Aggregating and analyzing data from a universal care planning framework would allow us to rationally determine the requirements, priorities, and value of investments to improve the health of our citizens.

Second: The use of that care plan as a “single source of truth” to orchestrate the activities and contribution towards the goal of all the members of a patient’s health-resource community, irrespective of institutional affiliation and inclusive of family, friends, and community.

As we know from the symphony, orchestration is difficult without a common score that integrates the diverse instrumental voices while accounting for their different but potentially harmonious roles. Equally, truly integrated care is impossible without a similar single source of truth for a patient’s health-related goals and associated plans of care.
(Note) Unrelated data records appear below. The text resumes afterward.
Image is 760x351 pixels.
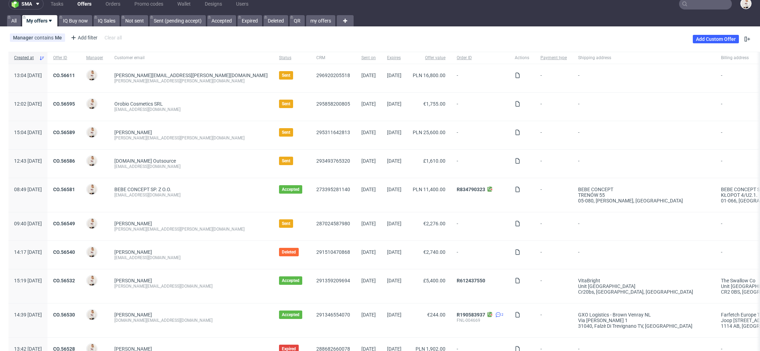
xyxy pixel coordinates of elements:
[53,312,75,317] a: CO.56530
[114,101,163,107] a: Orobio Cosmetics SRL
[578,73,710,84] span: -
[361,187,376,192] span: [DATE]
[541,312,567,329] span: -
[114,255,268,260] div: [EMAIL_ADDRESS][DOMAIN_NAME]
[207,15,236,26] a: Accepted
[457,55,504,61] span: Order ID
[361,312,376,317] span: [DATE]
[578,283,710,289] div: Unit [GEOGRAPHIC_DATA]
[282,101,290,107] span: Sent
[53,73,75,78] a: CO.56611
[121,15,148,26] a: Not sent
[87,310,97,320] img: Mari Fok
[457,312,485,317] a: R190583937
[578,101,710,112] span: -
[282,249,296,255] span: Deleted
[114,78,268,84] div: [PERSON_NAME][EMAIL_ADDRESS][PERSON_NAME][DOMAIN_NAME]
[578,278,710,283] div: VitaBright
[423,278,446,283] span: £5,400.00
[114,317,268,323] div: [DOMAIN_NAME][EMAIL_ADDRESS][DOMAIN_NAME]
[387,73,402,78] span: [DATE]
[457,187,485,192] a: R834790323
[413,130,446,135] span: PLN 25,600.00
[541,187,567,203] span: -
[86,55,103,61] span: Manager
[316,101,350,107] a: 295858200805
[53,130,75,135] a: CO.56589
[578,198,710,203] div: 05-080, [PERSON_NAME] , [GEOGRAPHIC_DATA]
[387,278,402,283] span: [DATE]
[578,130,710,141] span: -
[114,73,268,78] span: [PERSON_NAME][EMAIL_ADDRESS][PERSON_NAME][DOMAIN_NAME]
[238,15,262,26] a: Expired
[22,15,57,26] a: My offers
[316,158,350,164] a: 293493765320
[114,107,268,112] div: [EMAIL_ADDRESS][DOMAIN_NAME]
[13,35,34,40] span: Manager
[693,35,739,43] a: Add Custom Offer
[53,221,75,226] a: CO.56549
[34,35,55,40] span: contains
[114,278,152,283] a: [PERSON_NAME]
[515,55,529,61] span: Actions
[316,73,350,78] a: 296920205518
[114,135,268,141] div: [PERSON_NAME][EMAIL_ADDRESS][PERSON_NAME][DOMAIN_NAME]
[114,158,176,164] a: [DOMAIN_NAME] Outsource
[541,249,567,260] span: -
[457,221,504,232] span: -
[316,221,350,226] a: 287024587980
[14,55,36,61] span: Created at
[578,192,710,198] div: TRENÓW 55
[541,158,567,169] span: -
[387,130,402,135] span: [DATE]
[87,156,97,166] img: Mari Fok
[14,187,42,192] span: 08:49 [DATE]
[494,312,504,317] a: 2
[7,15,21,26] a: All
[53,187,75,192] a: CO.56581
[53,101,75,107] a: CO.56595
[316,187,350,192] a: 273395281140
[114,226,268,232] div: [PERSON_NAME][EMAIL_ADDRESS][PERSON_NAME][DOMAIN_NAME]
[578,312,710,317] div: GXO Logistics - Brown Venray NL
[541,221,567,232] span: -
[14,101,42,107] span: 12:02 [DATE]
[457,278,485,283] a: R612437550
[282,221,290,226] span: Sent
[94,15,120,26] a: IQ Sales
[457,130,504,141] span: -
[114,221,152,226] a: [PERSON_NAME]
[282,130,290,135] span: Sent
[502,312,504,317] span: 2
[578,323,710,329] div: 31040, Falzè di Trevignano TV , [GEOGRAPHIC_DATA]
[14,130,42,135] span: 15:04 [DATE]
[87,184,97,194] img: Mari Fok
[423,101,446,107] span: €1,755.00
[578,187,710,192] div: BEBE CONCEPT
[53,249,75,255] a: CO.56540
[387,221,402,226] span: [DATE]
[457,73,504,84] span: -
[541,73,567,84] span: -
[282,187,300,192] span: Accepted
[387,101,402,107] span: [DATE]
[413,55,446,61] span: Offer value
[413,187,446,192] span: PLN 11,400.00
[316,55,350,61] span: CRM
[387,249,402,255] span: [DATE]
[53,55,75,61] span: Offer ID
[387,55,402,61] span: Expires
[361,55,376,61] span: Sent on
[541,101,567,112] span: -
[264,15,288,26] a: Deleted
[53,278,75,283] a: CO.56532
[150,15,206,26] a: Sent (pending accept)
[457,317,504,323] div: FNL-004669
[114,187,171,192] a: BEBE CONCEPT SP. Z O.O.
[14,221,42,226] span: 09:40 [DATE]
[361,101,376,107] span: [DATE]
[87,127,97,137] img: Mari Fok
[282,73,290,78] span: Sent
[361,278,376,283] span: [DATE]
[413,73,446,78] span: PLN 16,800.00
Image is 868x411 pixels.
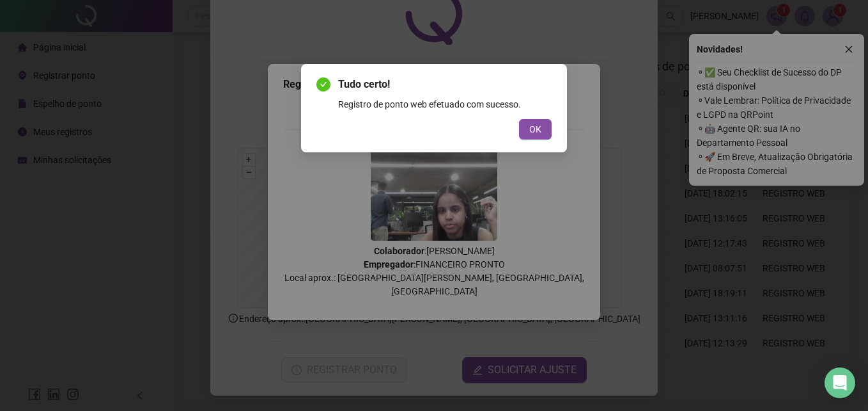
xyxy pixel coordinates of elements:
[338,97,551,111] div: Registro de ponto web efetuado com sucesso.
[519,119,551,140] button: OK
[529,122,542,136] span: OK
[338,77,551,92] span: Tudo certo!
[825,367,855,398] div: Open Intercom Messenger
[317,77,331,91] span: check-circle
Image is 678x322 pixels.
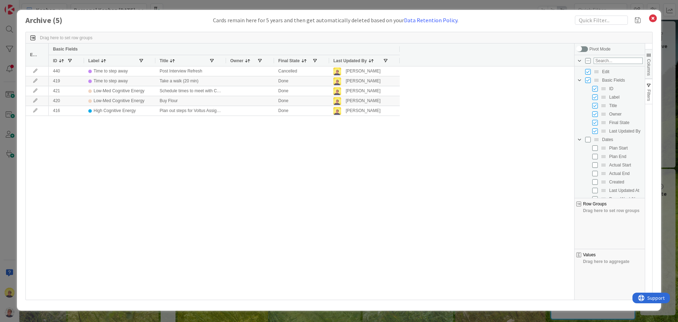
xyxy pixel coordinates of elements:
span: Owner [230,58,243,63]
div: Actual End Column [574,169,645,178]
span: Last Updated By [333,58,367,63]
span: Last Updated At [609,188,643,193]
img: JW [333,77,341,85]
div: Pivot Mode [589,47,610,52]
div: Row Groups [574,207,645,249]
div: Column List 27 Columns [574,67,645,296]
span: Final State [609,120,643,125]
div: Basic Fields Column Group [574,76,645,84]
span: Dates [602,137,643,142]
img: JW [333,107,341,115]
span: Edit [30,52,37,57]
div: 419 [49,76,84,86]
div: Final State Column [574,118,645,127]
span: Final State [278,58,300,63]
div: Actual Start Column [574,161,645,169]
span: Last Updated By [609,129,643,133]
div: Cancelled [274,66,329,76]
span: Support [15,1,32,10]
div: Done [274,96,329,106]
span: Basic Fields [602,78,643,83]
div: Time to step away [94,67,128,76]
div: 416 [49,106,84,115]
img: JW [333,97,341,105]
span: Actual End [609,171,643,176]
img: JW [333,67,341,75]
div: Values [574,257,645,299]
div: Take a walk (20 min) [155,76,226,86]
span: Label [609,95,643,100]
span: Values [583,252,596,257]
div: Title Column [574,101,645,110]
div: 440 [49,66,84,76]
div: [PERSON_NAME] [346,77,381,85]
span: Drag here to set row groups [40,35,92,40]
input: Quick Filter... [575,16,628,25]
div: Edit Column [574,67,645,76]
span: Basic Fields [53,47,78,52]
h1: Archive ( 5 ) [25,16,96,25]
div: Plan End Column [574,152,645,161]
div: Post Interview Refresh [155,66,226,76]
span: Plan End [609,154,643,159]
span: ID [53,58,57,63]
div: High Cognitive Energy [94,106,136,115]
input: Filter Columns Input [593,58,643,64]
div: Dates Column Group [574,135,645,144]
div: Done [274,106,329,115]
div: Last Updated By Column [574,127,645,135]
span: Created [609,179,643,184]
div: Plan out steps for Voltus Assignment [155,106,226,115]
div: 420 [49,96,84,106]
span: Drag here to aggregate [574,259,645,299]
span: Filters [646,89,651,101]
div: Buy Flour [155,96,226,106]
a: Data Retention Policy [404,17,457,24]
div: ID Column [574,84,645,93]
div: Low-Med Cognitive Energy [94,86,144,95]
div: Low-Med Cognitive Energy [94,96,144,105]
div: [PERSON_NAME] [346,96,381,105]
span: ID [609,86,643,91]
div: [PERSON_NAME] [346,106,381,115]
div: Done [274,76,329,86]
span: Owner [609,112,643,116]
span: Label [88,58,99,63]
div: Last Updated At Column [574,186,645,195]
div: Row Groups [40,35,92,40]
span: Row Groups [583,201,606,206]
div: Done Week/Year Column [574,195,645,203]
span: Actual Start [609,162,643,167]
div: Label Column [574,93,645,101]
span: Edit [602,69,643,74]
span: Columns [646,59,651,76]
span: Title [160,58,168,63]
span: Drag here to set row groups [574,208,645,249]
div: Cards remain here for 5 years and then get automatically deleted based on your . [213,16,458,24]
img: JW [333,87,341,95]
div: 421 [49,86,84,96]
div: Owner Column [574,110,645,118]
div: Schedule times to meet with CAT coaches [155,86,226,96]
div: Time to step away [94,77,128,85]
div: Created Column [574,178,645,186]
span: Plan Start [609,145,643,150]
div: [PERSON_NAME] [346,67,381,76]
div: Done [274,86,329,96]
div: [PERSON_NAME] [346,86,381,95]
div: Plan Start Column [574,144,645,152]
span: Title [609,103,643,108]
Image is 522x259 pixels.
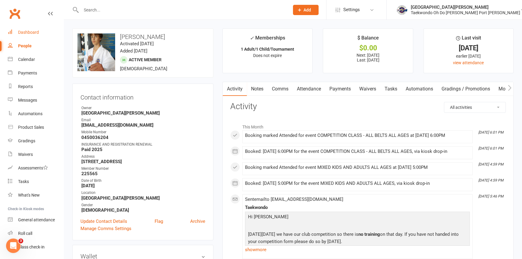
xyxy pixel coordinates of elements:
i: [DATE] 4:59 PM [478,162,503,166]
a: Attendance [292,82,325,96]
time: Added [DATE] [120,48,147,54]
div: Product Sales [18,125,44,129]
li: This Month [230,120,505,130]
div: What's New [18,192,40,197]
div: Mobile Number [81,129,205,135]
strong: 225565 [81,171,205,176]
div: Gender [81,202,205,208]
div: Class check-in [18,244,45,249]
div: Email [81,117,205,123]
img: image1709958961.png [77,33,115,71]
h3: Activity [230,102,505,111]
span: no training [358,231,380,237]
a: Clubworx [7,6,22,21]
i: [DATE] 5:46 PM [478,194,503,198]
iframe: Intercom live chat [6,238,20,253]
div: People [18,43,32,48]
strong: [STREET_ADDRESS] [81,159,205,164]
h3: [PERSON_NAME] [77,33,208,40]
div: Booked: [DATE] 5:00PM for the event MIXED KIDS AND ADULTS ALL AGES, via kiosk drop-in [245,181,469,186]
div: Taekwondo [245,205,469,210]
a: Payments [325,82,355,96]
div: [DATE] [429,45,507,51]
span: Settings [343,3,360,17]
a: Notes [247,82,267,96]
div: Booking marked Attended for event MIXED KIDS AND ADULTS ALL AGES at [DATE] 5:00PM [245,165,469,170]
div: earlier [DATE] [429,53,507,59]
span: Does not expire [253,53,282,58]
i: [DATE] 4:59 PM [478,178,503,182]
i: ✓ [250,35,254,41]
a: Tasks [8,175,64,188]
div: Last visit [456,34,481,45]
div: [GEOGRAPHIC_DATA][PERSON_NAME] [410,5,520,10]
strong: [EMAIL_ADDRESS][DOMAIN_NAME] [81,122,205,128]
a: Tasks [380,82,401,96]
span: Active member [129,57,161,62]
p: [DATE][DATE] we have our club competition so there is on that day. If you have not handed into yo... [246,230,468,246]
div: Location [81,190,205,195]
a: Product Sales [8,120,64,134]
i: [DATE] 6:01 PM [478,130,503,134]
div: Booking marked Attended for event COMPETITION CLASS - ALL BELTS ALL AGES at [DATE] 6:00PM [245,133,469,138]
span: Sent email to [EMAIL_ADDRESS][DOMAIN_NAME] [245,196,343,202]
a: Update Contact Details [80,217,127,225]
span: [DEMOGRAPHIC_DATA] [120,66,167,71]
div: Tasks [18,179,29,184]
div: Automations [18,111,42,116]
div: Gradings [18,138,35,143]
a: Automations [8,107,64,120]
a: What's New [8,188,64,202]
a: Archive [190,217,205,225]
div: Booked: [DATE] 6:00PM for the event COMPETITION CLASS - ALL BELTS ALL AGES, via kiosk drop-in [245,149,469,154]
a: Class kiosk mode [8,240,64,254]
a: Waivers [8,148,64,161]
span: 3 [18,238,23,243]
div: $ Balance [357,34,378,45]
a: Roll call [8,226,64,240]
strong: [GEOGRAPHIC_DATA][PERSON_NAME] [81,195,205,201]
p: Next: [DATE] Last: [DATE] [328,53,407,62]
img: thumb_image1517475016.png [395,4,407,16]
a: Messages [8,93,64,107]
input: Search... [79,6,285,14]
div: Assessments [18,165,48,170]
div: Dashboard [18,30,39,35]
a: Dashboard [8,26,64,39]
div: Address [81,154,205,159]
a: Activity [223,82,247,96]
div: Member Number [81,166,205,171]
strong: [GEOGRAPHIC_DATA][PERSON_NAME] [81,110,205,116]
div: $0.00 [328,45,407,51]
div: Payments [18,70,37,75]
div: General attendance [18,217,55,222]
i: [DATE] 6:01 PM [478,146,503,150]
a: Gradings [8,134,64,148]
a: view attendance [453,60,483,65]
strong: Paid 2025 [81,147,205,152]
div: Date of Birth [81,178,205,183]
div: Reports [18,84,33,89]
a: Reports [8,80,64,93]
div: Messages [18,98,37,102]
a: Comms [267,82,292,96]
a: Payments [8,66,64,80]
div: Memberships [250,34,285,45]
strong: 1 Adult/1 Child/Tournament [241,47,294,51]
a: Manage Comms Settings [80,225,131,232]
a: Waivers [355,82,380,96]
strong: [DEMOGRAPHIC_DATA] [81,207,205,213]
div: Calendar [18,57,35,62]
a: Flag [154,217,163,225]
div: Taekwondo Oh Do [PERSON_NAME] Port [PERSON_NAME] [410,10,520,15]
a: Gradings / Promotions [437,82,494,96]
button: Add [293,5,318,15]
div: Waivers [18,152,33,157]
a: show more [245,245,469,254]
h3: Contact information [80,92,205,101]
a: General attendance kiosk mode [8,213,64,226]
div: INSURANCE AND REGISTRATION RENEWAL [81,142,205,147]
strong: 0450036204 [81,135,205,140]
a: Automations [401,82,437,96]
div: Roll call [18,231,32,235]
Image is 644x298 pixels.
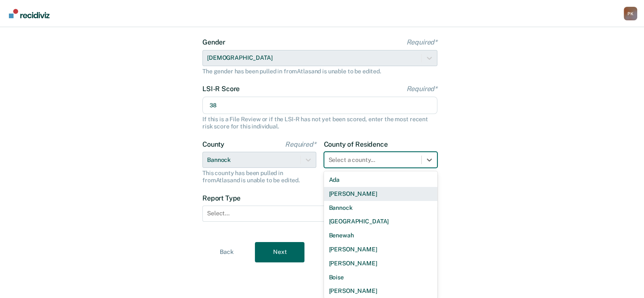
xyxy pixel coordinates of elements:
div: P K [624,7,637,20]
label: Gender [202,39,438,46]
div: [PERSON_NAME] [324,187,438,201]
div: [PERSON_NAME] [324,257,438,271]
label: Report Type [202,195,438,202]
div: [PERSON_NAME] [324,243,438,257]
div: Ada [324,173,438,187]
label: LSI-R Score [202,85,438,93]
span: Required* [285,140,316,148]
img: Recidiviz [9,9,50,18]
button: Back [202,242,251,262]
div: The gender has been pulled in from Atlas and is unable to be edited. [202,67,438,75]
div: If this is a File Review or if the LSI-R has not yet been scored, enter the most recent risk scor... [202,116,438,131]
label: County of Residence [324,140,438,148]
button: Profile dropdown button [624,7,637,20]
span: Required* [406,39,438,46]
div: This county has been pulled in from Atlas and is unable to be edited. [202,169,316,184]
div: Boise [324,271,438,285]
div: [GEOGRAPHIC_DATA] [324,215,438,229]
label: County [202,140,316,148]
span: Required* [406,85,438,93]
div: Bannock [324,201,438,215]
div: Benewah [324,229,438,243]
button: Next [255,242,304,262]
div: [PERSON_NAME] [324,284,438,298]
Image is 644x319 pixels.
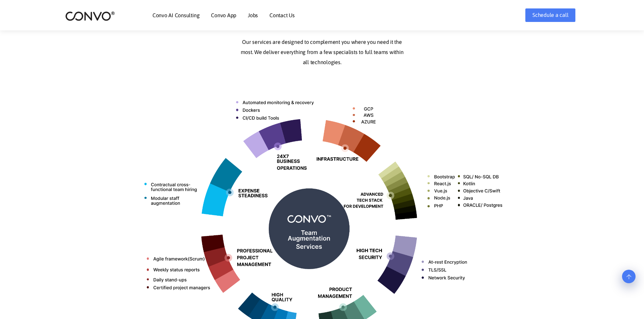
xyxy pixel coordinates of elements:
[269,12,295,18] a: Contact Us
[248,12,258,18] a: Jobs
[525,8,575,22] a: Schedule a call
[134,37,510,68] p: Our services are designed to complement you where you need it the most. We deliver everything fro...
[211,12,236,18] a: Convo App
[65,11,115,21] img: logo_2.png
[153,12,199,18] a: Convo AI Consulting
A universal care plan architecture would integrate and facilitate collaborative, coordinated, and economically efficient care between all the members of a patient’s health resource community. It would also solve the problem of patient-data sharing by putting that data in a standardized accessible and usable architecture.

There are decisions as to how we work that are independent of how we are paid. As a professional community, we can choose to deliver care in a disciplined, structured way of our own design.

In this way, the health care professional community could wrest control of the way we deliver care and the definition of value — revaluing ourselves in society and the marketplace. Such a dramatic reconsideration of the organizing principles and interaction design of our systems of care has the potential to equitably and efficiently improve our capacity to improve the quality of health of individuals and communities and achieve a social imperative of health.

Steven Merahn is a physician and health care executive.